Meta Finally Cares About Privacy. Just Not Yours.
Photo by Mariia Shalabaieva @maria_shalabaieva on Unsplash
Meta has finally done it! They’ve come out and not only publicly declared that privacy is important but taken action to ensure that privacy is preserved. The twist (if you hadn’t guessed) is that they’ve only care because it is about their corporate privacy.
You couldn’t make it up (don’t worry, I didn’t, this really happened).
The Leaks Are Leaking
Meta has decided that privacy is important, but unfortunately not for their users. That means they are entirely comfortable collecting, sharing and monetizing your clicks, messages and drunken college photos but have very strong opinions about their own information.
Because this week Meta announced that it had fired roughly 20 employees for leaking company confidential information. Rather brilliantly, the information about the hirings is only available because it has also been leaked.
Someone was so dissatisfied with the goings-on at Meta that they leaked comments from a company-wide all-hands.
Chaos Ensues
Meta’s recent obsession with hunting down leakers comes after a series of embarrassing internal revelations hit the press. Reports have detailed unannounced product plans, chaotic internal meetings, and Zuckerberg’s latest tech bro ideas (spoiler: more AI, fewer humans).
After the leak from the all-hands meeting, CTO Andrew Bosworth warned employees about leaking company information. Bosworth complained that employees think leaking will pressure leadership into changing things, while that “the opposite is more likely.”
So, to summarize this situation:
Employees leaked that Meta is mismanaged
Meta gave a mismanaged response
A mismanaged employee leaked the response
Employees were fired, which was also leaked
This Meta drama explains what is going on at the company. I wonder if when it rains the roof leaks too?
Protecting Secrets, Not Your Data
Take a moment to appreciate the hypocrisy of the situation. Meta has been responsible for some of the most catastrophic data leaks in tech history. Cambridge Analytica, political ad scandals, massive breaches exposing millions of user records.
When an employee dares to leak a meeting transcript, it’s DEFCON 1 in Menlo Park. Compare this to your data leaking, as Meta will simply remind you that you read their privacy policy before clicking “Accept”, making this a you problem.
The Impact
Things aren’t exactly thriving inside Meta right now. The company has already gone through multiple rounds of layoffs, gutting entire teams and ridding the company of thousands of employees because they were “low-performers”. They’ve also cut diversity programs and gutted content moderation, all while sinking billions into an AI strategy that seems to involve replacing employees with chatbots.
And now? They’re firing people for speaking out about the situation at the company.
This is what corporate self-destruction in real time looks like. Because if history tells us anything, nothing makes employees more loyal, motivated, and tight-lipped than firing their colleagues for speaking up.
What’s Next?
Imagine working on a simple JIRA ticket at Meta. You don’t want to complain about the ill-defined nonsensical requirements in case you’re exposed as a “low performer”.
If someone’s behavior upsets you in a meeting you think better of saying something, in case that’s not “male energy”.
They’re probably measuring your productivity in commits per day while simultaneously talking up their special culture if this plays out anything like how this has worked in my previous experience.
Because for now, the company seems content with scaring employees into silence, but there’s the problem. Nothing breeds more leaks than corporate paranoia. You think employees were leaking before? Just wait until they start leaking out of spite.
Conclusion
Meta has built a business empire on data exploitation, treating user privacy as a quaint relic of the past. That thinking has come to bite them, as they think their own secrets are more important than the privacy of their customers.
But when it comes to their own internal secrets? Now it’s serious. The company moves into protection mode and starts to value secrecy over trust, paranoia over morale, and corporate control over common sense.
The reality is, that employees leak because they don’t trust leadership. And given that leadership is actively making Meta a worse place to work, that’s not going to change anytime soon.
That’s not good for you if you work at Meta. It’s not good for your morale or productivity. We all know Meta built its empire on privacy (or lack thereof) so perhaps it’s not surprising what has happened, and it really is time for software engineers to look elsewhere.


#### [WORK ORDER]
What you return must be the lines of the data that hold the word "JSON".

═══ RECORDS

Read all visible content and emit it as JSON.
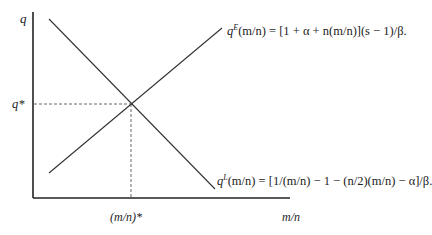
{
  "diagram": {
    "axes": {
      "y_label": "q",
      "x_label": "m/n",
      "origin": [
        33,
        198
      ],
      "y_top": 12,
      "x_right": 290
    },
    "equilibrium": {
      "y_label": "q*",
      "x_label": "(m/n)*",
      "point": [
        131,
        104
      ]
    },
    "curves": [
      {
        "name": "qE",
        "symbol": "q",
        "superscript": "E",
        "equation_rest": "(m/n) = [1 + α + n(m/n)](s − 1)/β.",
        "start": [
          49,
          173
        ],
        "end": [
          222,
          28
        ],
        "slope": "upward"
      },
      {
        "name": "qL",
        "symbol": "q",
        "superscript": "L",
        "equation_rest": "(m/n) = [1/(m/n) − 1 − (n/2)(m/n) − α]/β.",
        "start": [
          49,
          19
        ],
        "end": [
          215,
          189
        ],
        "slope": "downward"
      }
    ],
    "colors": {
      "line": "#333333",
      "axis": "#222222",
      "dashed": "#555555"
    }
  }
}
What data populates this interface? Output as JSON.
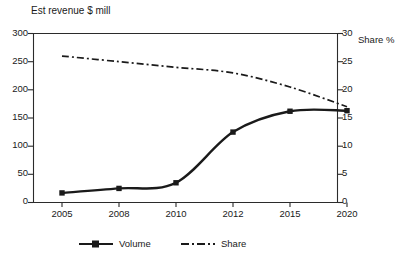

══════

#### [EXPECTED ANSWER]
Read all visible content and emit it as JSON.
What data populates this interface? Output as JSON.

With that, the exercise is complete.